Pastis is “confident that the withdrawn strips will be safe to run six months from now,” TPD reported.
“The strips themselves are fairly harmless. It’s just that, unbelievably enough, they concern a coup attempt involving the president of the United States,” he told TPD, “And most people don’t know how far in advance syndicated cartoonists have to work. So they’ll assume it’s a commentary on what just happened and not know they were done way in advance of the events.”
Pastis noted that some of the strips were drawn “years ago,” TPD reported.
“There are five strips. Two of them were drawn in 2017 and for whatever reason, I just never ran them. Three of them were drawn in early December 2020,” Pastis explained to TPD. “I normally work around eight months in advance, but lately I’ve been substituting strips in so that I could cover the pandemic. The syndicate has ‘Pearls’ strips that run through the end of August 2021.”
Pastis “has cultivated a reputation for edgy humor and has even jokingly mocked syndicate censors in his comic strip,” TPD reported, adding that his distributor stills hold him in high regard, according to Sareyan.
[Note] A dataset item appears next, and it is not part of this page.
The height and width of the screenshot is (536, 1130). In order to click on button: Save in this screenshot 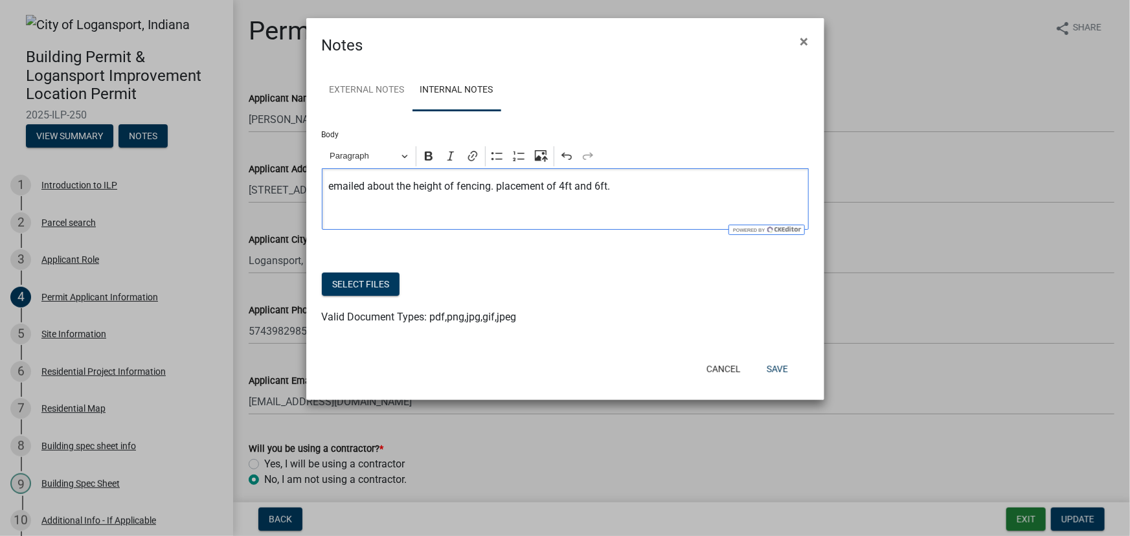, I will do `click(777, 369)`.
“He is certainly one of our favorite people we represent. There certainly is no friction between us,” the syndicate chief told TPD, noting that “we defend any cartoonist’s right to comment on events. But Stephan wasn’t trying to comment on last week’s event at all. He didn’t know it was coming. He isn’t prescient.”
Though Pastis also seemed to predict the future in a previous strip, he told TPD that “the even odder strip was the ‘Pearls’ strip from December 29, 2019, which seems to predict the pandemic year of 2020.”
“I think that the bottom line is that when you do a series of comic strips about an insurrection in the United States government, you never think there will be an actual insurrection in the United States government,” Pastis told TPD, “Or, maybe it’s just that in the last couple years, if you do strips that assume the worst, you will generally be proven right.”
FALMOUTH, MA – The police in Falmouth have identified the victim in an accident involving a car plunging into the ocean on February 20, NBC10 Boston reported.